An ophthalmologist paraded a series of internet conspiracy theories and unproven health claims before state lawmakers at a hearing at the Oklahoma Capitol this week — including that masks are ineffective at slowing the spread of the virus and that people of color need more vitamin D in their diets to prevent them from contracting COVID-19. 

Instead of an epidemiologist or virologist, State Rep. Sean Roberts, R-Hominy, who chairs the House of Representatives’ public health committee, invited two doctors who are vocal supporters of the anti-vaccine movement to speak at an informational hearing on Oklahoma’s response to the coronavirus pandemic on Tuesday. 

Roberts did not return phone calls to his office on Thursday. 

“Medical masks won’t work— there’s no sense in using them,” Tulsa ophthalmologist and blogger Dr. Jim Meehan told state lawmakers at the hearing. 

The latest science endorsed by the  Centers for Disease Control indicates that wearing face mask helps prevent the spread of COVID-19.

Meehan hosted a press conference in which a group of business owners announced a lawsuit against Tulsa Mayor G.T. Bynum, the Tulsa Department of Health, Tulsa Health Department Executive Director Bruce Dart and the entire Tulsa City Council over a mask mandate that was enacted this summer. 

The lawsuit asked the court to vacate the city’s mask mandate, claiming that “face coverings cause an oxygen deficient atmosphere.” 

“Forcing people to work, live, shop, eat and visit in an environment where the oxygen level falls below 19.5% has been proven to cause irreparable physiological damage to the body of humans,” the plaintiffs wrote in the lawsuit.

Health experts say that fears of oxygen deprivation or increased risk of hypoxia due carbon dioxide is a myth.

Meehan is a licensed medical doctor who operates in Tulsa. His Oklahoma Medical Board profile lists his specialties as general preventive medicine, nutrition and addiction medicine. He  often preaches against vaccines on and wearing face masks on Twitter.

In his Twitter bio, Meehan lists hashtags for “Medical Freedom,” a popular tag for the anti-vaccine movement, and for QAnon, a far-right fringe conspiracy that believes a group of Satan-worshipping pedophiles runs a child sex-trafficking ring across the world that also schemes against President Donald Trump. Some members of QAnon believe Trump is secretly sending them coded messages on various websites to update them. 

In 2019, the FBI described QAnon as a domestic terror threat.

At one point in the hearing, Meehan said that an overabundance of skin pigment prevents the sun from killing the coronavirus inside the bodies of people of color and they should take more  vitamins to keep from getting sick. There is no scientific evidence for that claim.

Another opthamologist, Dr. Chad Chamberlain, who is an outspoken supporter of the anti-vaccine group Oklahomans for Health and Parental Rights, was more measured in his remarks to the committee, but still downplayed the public health threat of the virus.

Chamberlain told state lawmakers that the flu was a bigger health risk for young people than COVID-19. Oklahoma had  85 deaths attributed to the flu during the 2019-2020 season. As of Thursday, 930 Oklahomans have died of COVID-19 this year.

Chamberlain also spoke against closing schools to slow the spread of the virus, claiming that deaths stemming from the long-term effects of social isolation, child abuse and neglect for children kept out of school were bigger public health threats.

“We have to recognize we are killing the children by keeping them out,” he said. 

Chamberlain told state lawmakers he supports a COVID-19 vaccine for older people with a higher risk of of dying of COVID-19, but at another public health committee at the state capitol  last year, Chamberlain spoke out against mandatory vaccinations.

Oklahoma has the fifth highest rate of COVID-19 transmission in the nation, according to the most recent report from the White House Coronavirus Task Force. The report listed Oklahoma red zone for new cases of COVID-19,  indicating more than 100 new cases per 100,000 population last week. The report also recommended Oklahoma institute a statewide mandate on wearing masks in public and review school learning options in areas with ongoing high levels of virus transmission.

On Thursday, Gov. Kevin Stitt criticized the use by reporters of the White House Coronavirus Task Force report hosted on the state’s COVID-19 website, instead urging the public to rely on the John’s Hopkins report. That report lists the state’s positivity rate as being 8.58 percent while the White House report lists Oklahoma’s positivity rate at a flat 10 percent.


__Task to carry out__.
The task calls for each record to be given again unchanged, minus any pictures.

__Data in this exercise__.
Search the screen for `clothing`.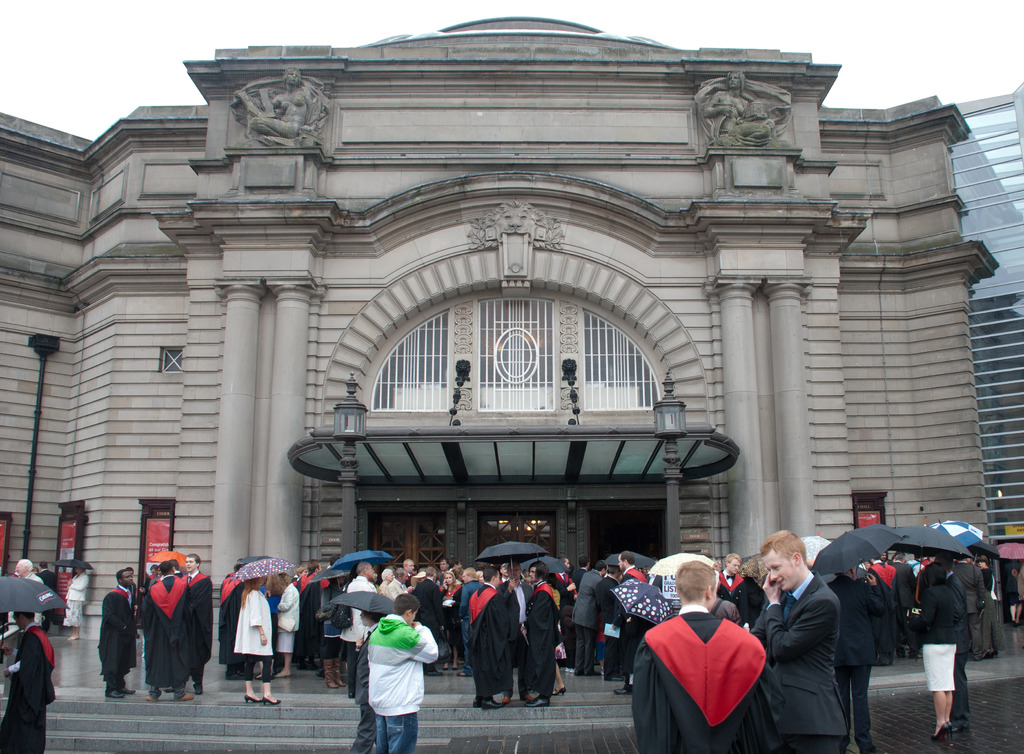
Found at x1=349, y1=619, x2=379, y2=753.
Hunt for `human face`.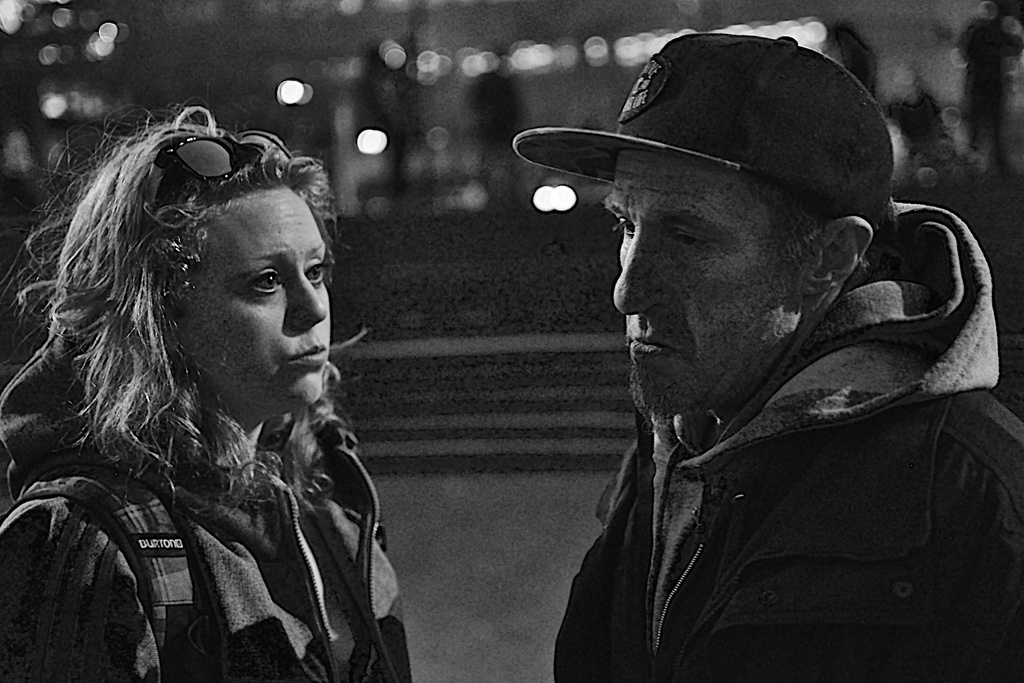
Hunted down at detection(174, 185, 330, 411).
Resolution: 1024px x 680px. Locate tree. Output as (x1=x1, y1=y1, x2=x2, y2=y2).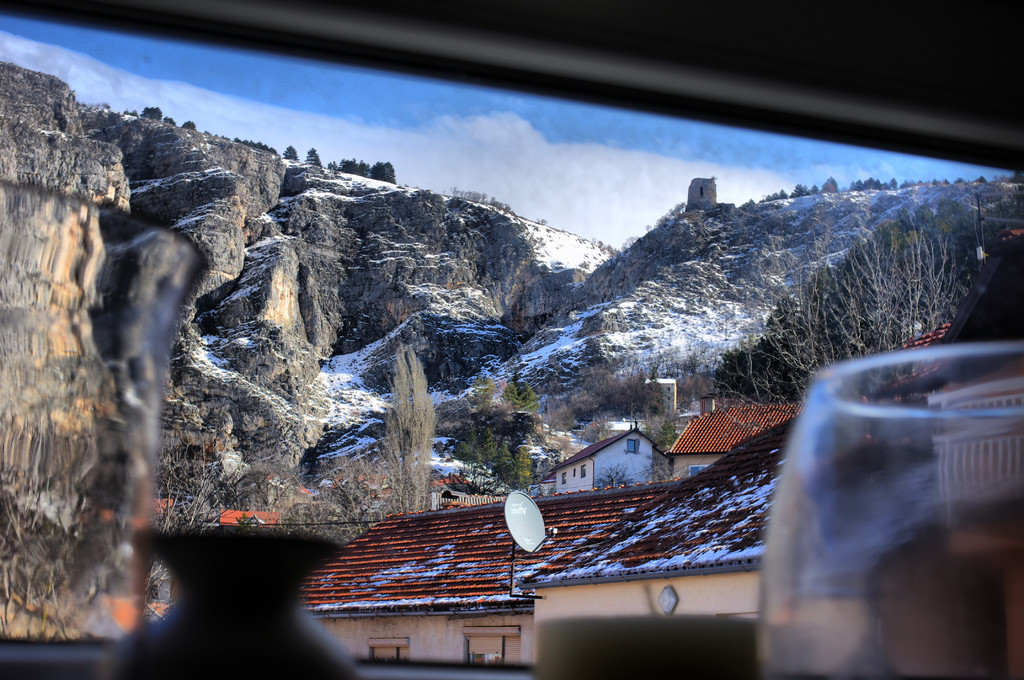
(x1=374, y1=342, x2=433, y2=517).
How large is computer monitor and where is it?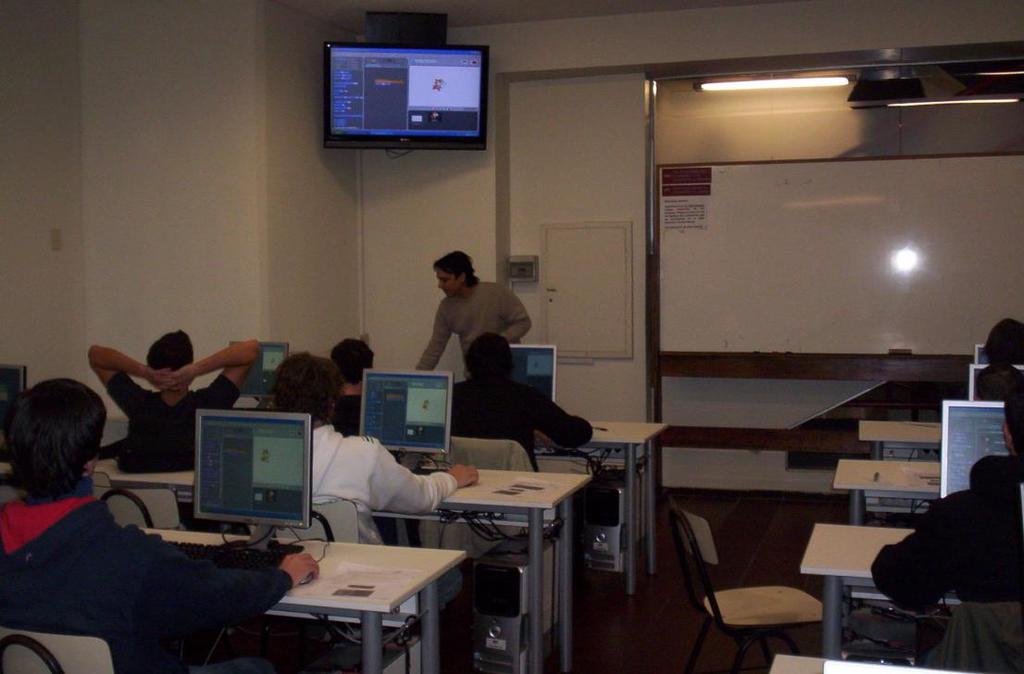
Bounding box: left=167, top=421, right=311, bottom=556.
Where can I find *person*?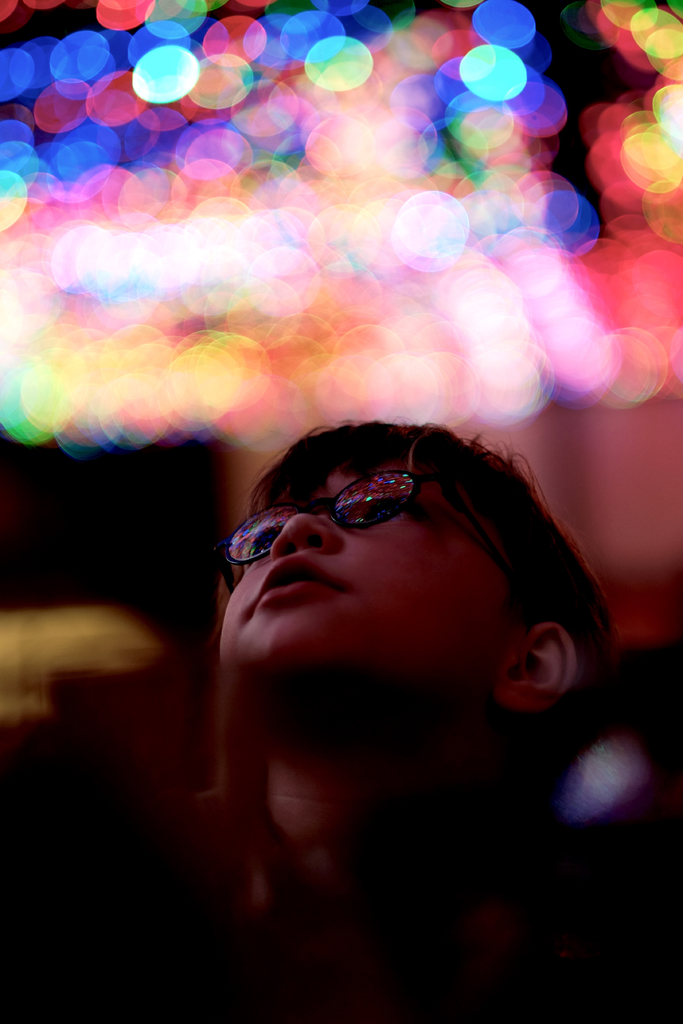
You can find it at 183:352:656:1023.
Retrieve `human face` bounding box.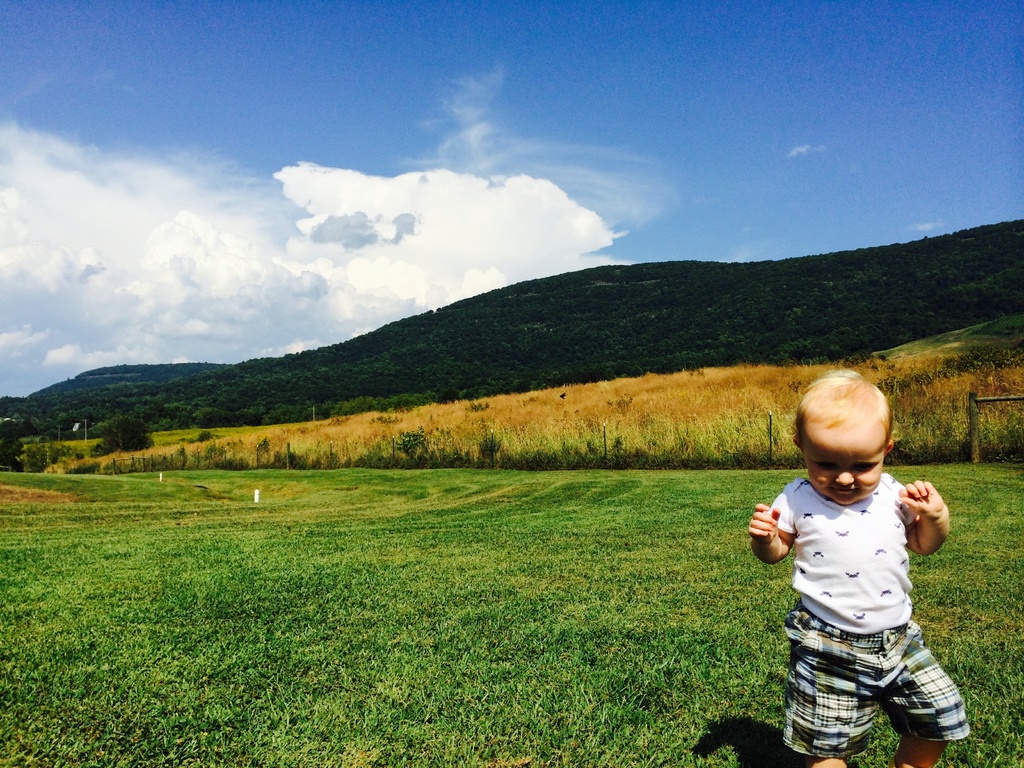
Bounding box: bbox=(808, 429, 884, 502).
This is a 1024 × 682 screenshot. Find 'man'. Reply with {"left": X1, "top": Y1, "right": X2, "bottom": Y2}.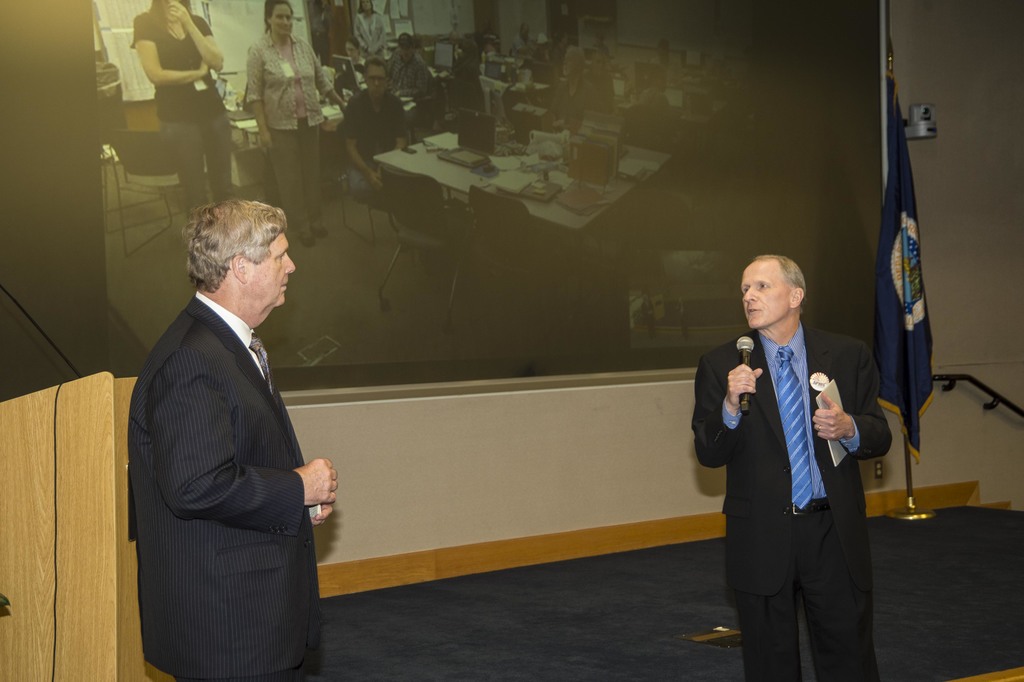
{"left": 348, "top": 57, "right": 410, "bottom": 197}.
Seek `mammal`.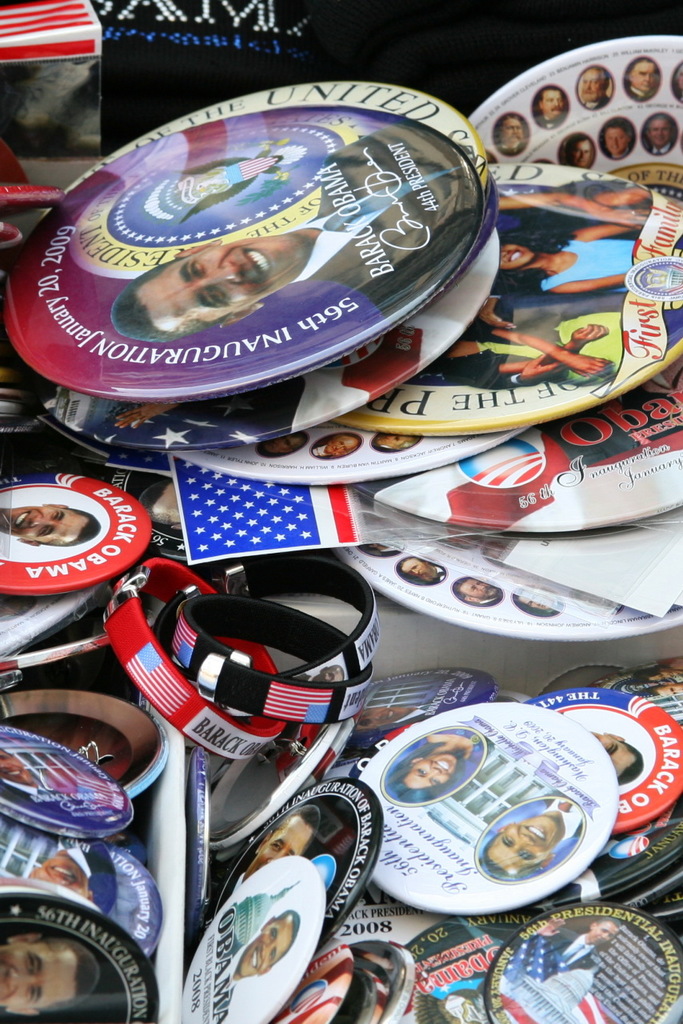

__Result below__.
Search the screen for `clothing`.
Found at x1=349, y1=619, x2=379, y2=753.
Hunt for `human face`.
Hunted down at detection(174, 185, 330, 411).
Resolution: 1024px x 680px. Locate tree. Output as (x1=x1, y1=y1, x2=x2, y2=y2).
(x1=374, y1=342, x2=433, y2=517).
How large is computer monitor and where is it?
Bounding box: left=167, top=421, right=311, bottom=556.
Where can I find *person*?
You can find it at 183:352:656:1023.
Retrieve `human face` bounding box.
Bounding box: bbox=(808, 429, 884, 502).
This is a 1024 × 682 screenshot. Find 'man'. Reply with {"left": X1, "top": Y1, "right": X2, "bottom": Y2}.
{"left": 348, "top": 57, "right": 410, "bottom": 197}.
Seek `mammal`.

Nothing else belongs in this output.